Last month, I wrote about story beginnings (“Top 10 Ways Not to Start a Story”). A reader asked if I could expand on why those story beginnings may be weak choices, beyond just overuse. (Thanks for the suggestion, author Gloria Lesher!)
A story’s first pages make promises to the reader. As an author, you must understand what those promises are so that the rest of your book fulfills them.
In general, your opening scene gives us clues about the genre. Family drama? Historical fiction? Coming-of-age YA? Paranormal? The beginning also grounds us in location and time period, introduces and makes us care about the main character, and hints at problems our protagonist must soon face.
If you lead readers down one path in the first few pages, then pull a switcheroo on page 9, they will: 1) feel betrayed, and 2) be pulled out of the story while they figure out where their initial assumptions went wrong. Obviously, we never want to give readers any reason to close the book.
If your story’s beginning focuses on anything other than your protagonist, their current setting, and their potential conflicts, you’re setting up your readers for a whiplash-inducing course correction. If this kind of bait-and-switch isn’t what you intended, it’s time take a look at your beginning.
Let’s talk about the 10 openings I described in my last article, to see why they often start stories off on the wrong foot.
- In a dream:
Classic bait-and-switch. Starting your story inside your character’s dream deliberately offers your reader a wrong promise. Often the dream is set in a different world, making us think it’s a fantasy when it’s not, for example. Or we may think the protagonist is in mortal danger, when they’re really just sleeping through gym class. Not only does this lead us down the wrong initial path, it’s jarring and confusing. We want to get to know this protagonist. Dropping us into a nightmare before we’ve learned to care about this character may seem exciting, but it’s mostly disorienting and annoying.

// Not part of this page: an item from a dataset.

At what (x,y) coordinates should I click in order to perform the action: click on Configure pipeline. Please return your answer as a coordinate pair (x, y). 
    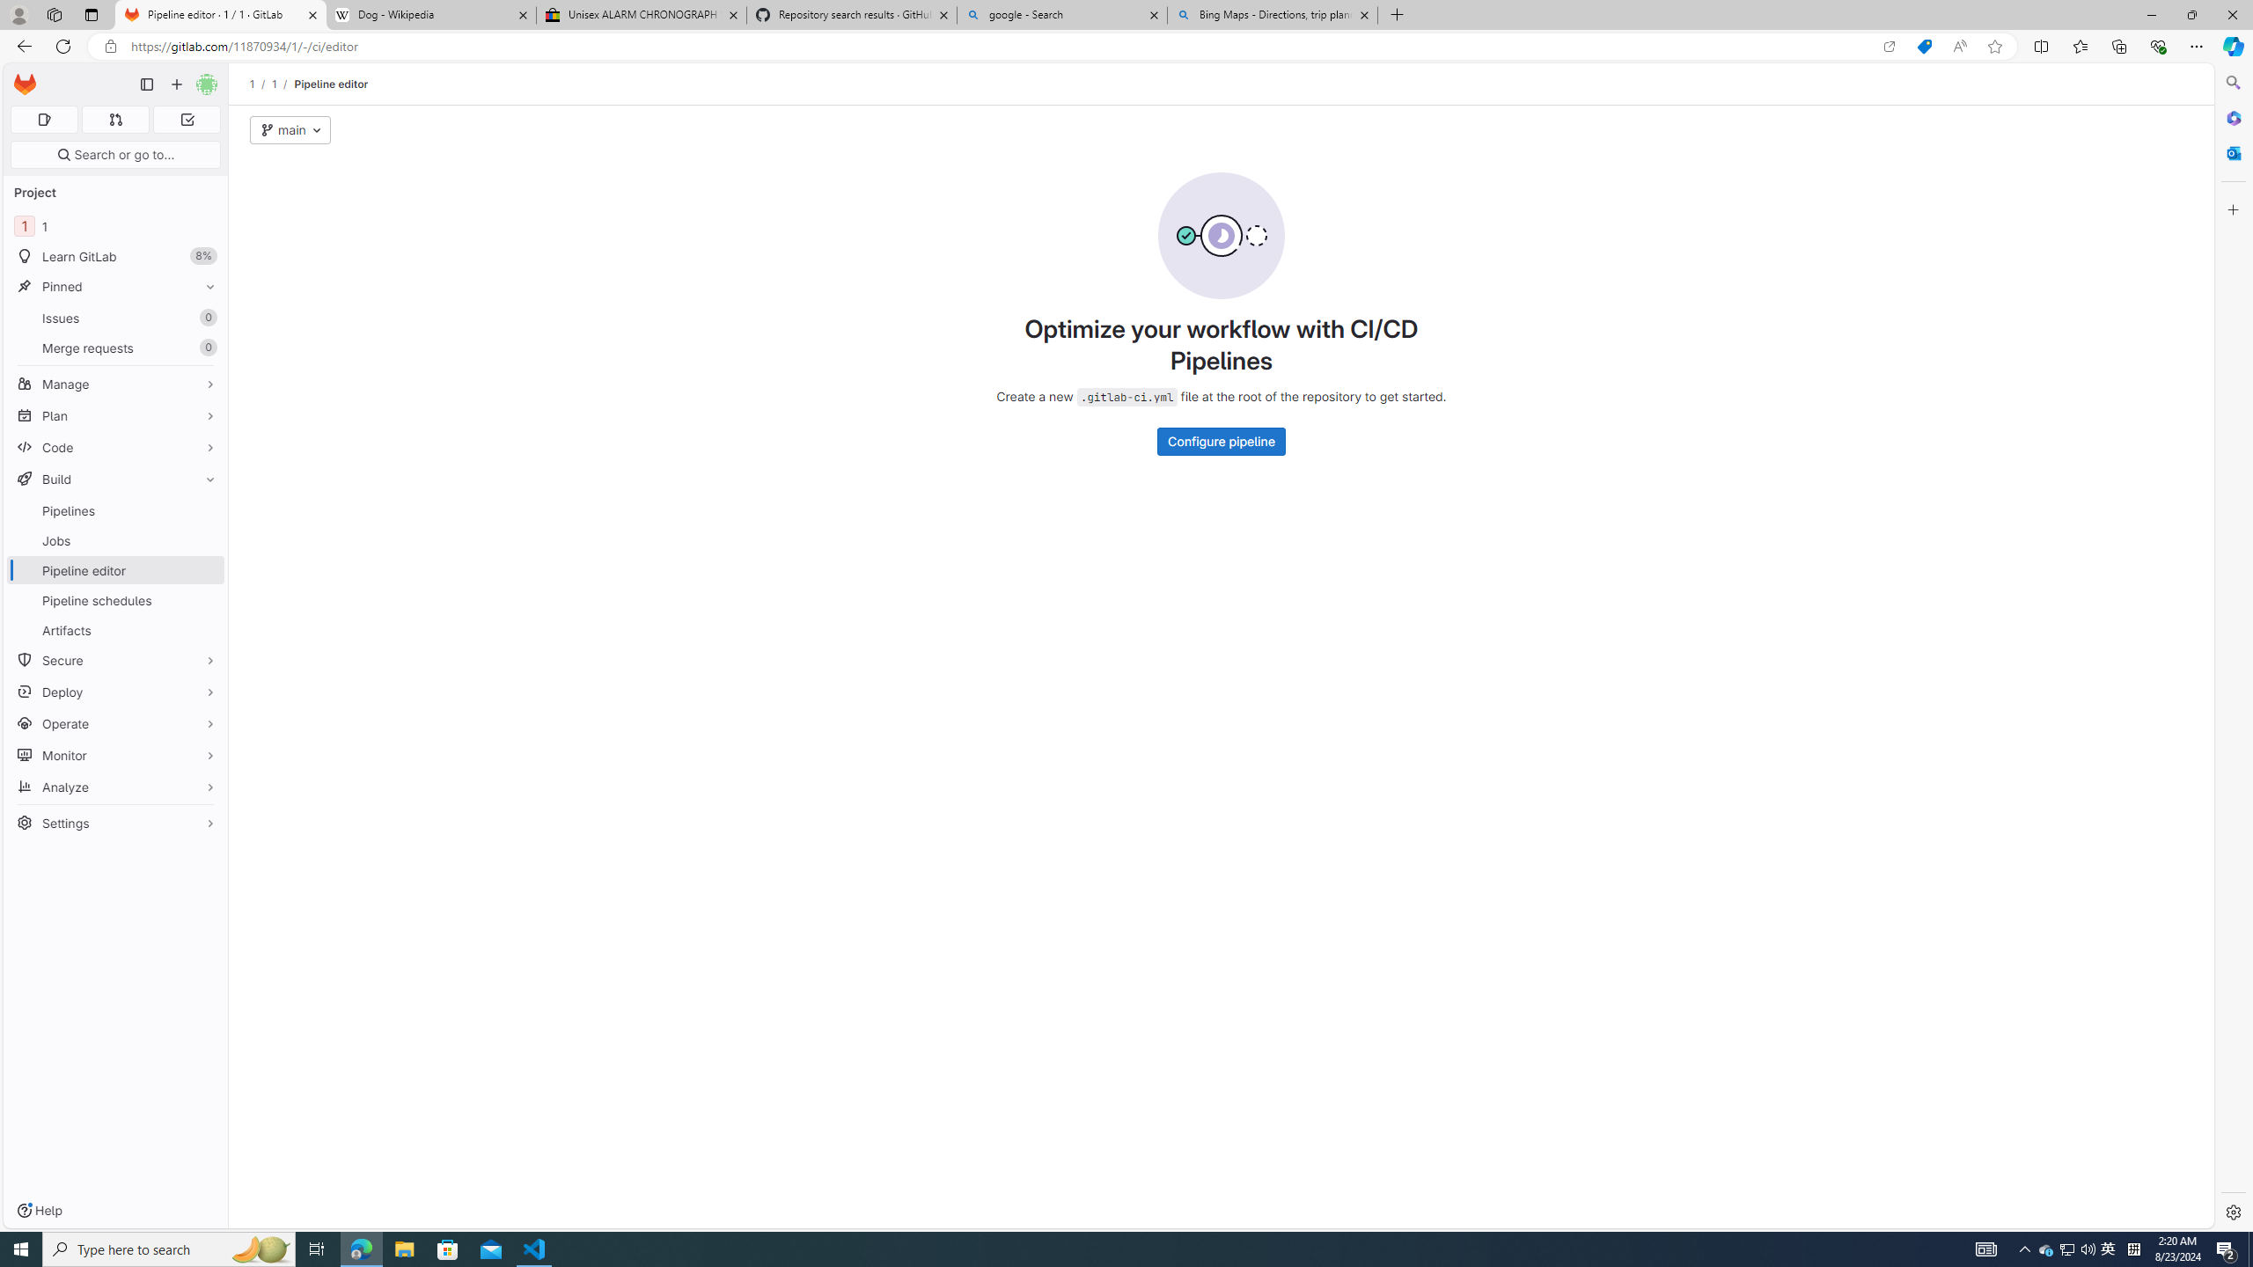
    Looking at the image, I should click on (1221, 442).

- Looking at a photograph:
Gazing into a photograph is a very passive activity, almost always used as a device (in other words, an excuse) to indulge in a long expository piece of backstory. It feels like a cop-out—a short-cut to convey information without having to work it into a scene more organically. In a story’s beginning, it’s especially noticeable. Later in the story, a photo is acceptable for triggering an emotion, a reaction, or a clue, but it should never be used as a way to sneak in an “info-dump.”
- Looking into a mirror:
Mirror-gazing is another common info-dump culprit. While photo-gazing tells us backstory, mirror-gazing tells us what the protagonist looks like and gives them a stage to let loose with a monologue about their current troubles. We would rather form our own opinions of the character based on their actions and interactions rather than on what they want to tell us. It feels artificial to hear, “My blue eyes stared back at me as I brushed my shoulder-length brown hair away from my freckled face, while I contemplated the situation I was in.”
- In the main character’s backstory:
Start with the story, not the backstory. Starting in the backstory risks making the wrong promise to your reader. (“Oh, this isn’t the story of a 10-year-old skateboarder, it’s about a 30-year-old marketing executive instead?”) It essentially makes the reader start a story twice, which delays the point where they become fully engaged with your character. Not good.
- On an ordinary day, when nothing unusual is happening, and things aren’t about to change:
Closely related to #4. While not a hard-and-fast rule, a good guideline for modern storytelling is to begin at the pivotal moment when the protagonist’s life is about to change, whether they know it or not. Don’t bog us down with the mundane. Who is this person, and why is their life about to change?
- With long descriptions of the setting:
In bygone days, books were more than a pastime—they were often the only way average people could experience far-flung locations. Modern readers don’t have the patience for long openings that describe a location in detail but don’t introduce the character (a lá James Michener). They want rich settings, but those shouldn’t get in the way of meeting a compelling character first.
- With the focus on a character who turns out not to be the main character:
Readers assume the first character they meet is the one they should care about. After becoming invested in that character, they’ll feel frustrated if they must start over with a new one, even if your bait-and-switch was unintentional.
- Right after something interesting has happened:
I once read a manuscript that started with the main character sitting in a car, thinking about how he had stolen a body from a morgue. Hello? Watching a guy remembering something is boring. Watching a guy steal a body from a morgue—now there’s an opening scene I’d pay to read! We can catch up with his internal dialogue later, when we know more about him.
- With a cliché:
You already know this rule like the back of your hand, right? Ha.
- Once upon a time…
Even if you’re spinning a modern fairy tale, don’t use “Once upon a time” or any variation. Yes, Star Wars did it with “A long time ago, in a galaxy far, far away,” and it was fun, unexpected, and fresh in that genre. But it’s unnecessary and sooooo overused.
To be clear, even though some of these story beginnings have merit, overuse is the number one reason to avoid them. But every so-called rule in writing can be broken effectively, as long as you break it for a specific reason, backed up with the skills to make it sound unique. If you’ve considered every option and the best way to open your story is one of these 10, go for it!
Whatever beginning you choose, understand the promises your first few pages are making, commit to fulfilling them in the rest of your story, then make that opening scene shine.
[Photo by Gia Oris on Unsplash]
Kelley, I like this article even better than the first one! So helpful. I just tweeted it. But … ugh! I’m guilty of #2.
It happens to the best of us, Gloria!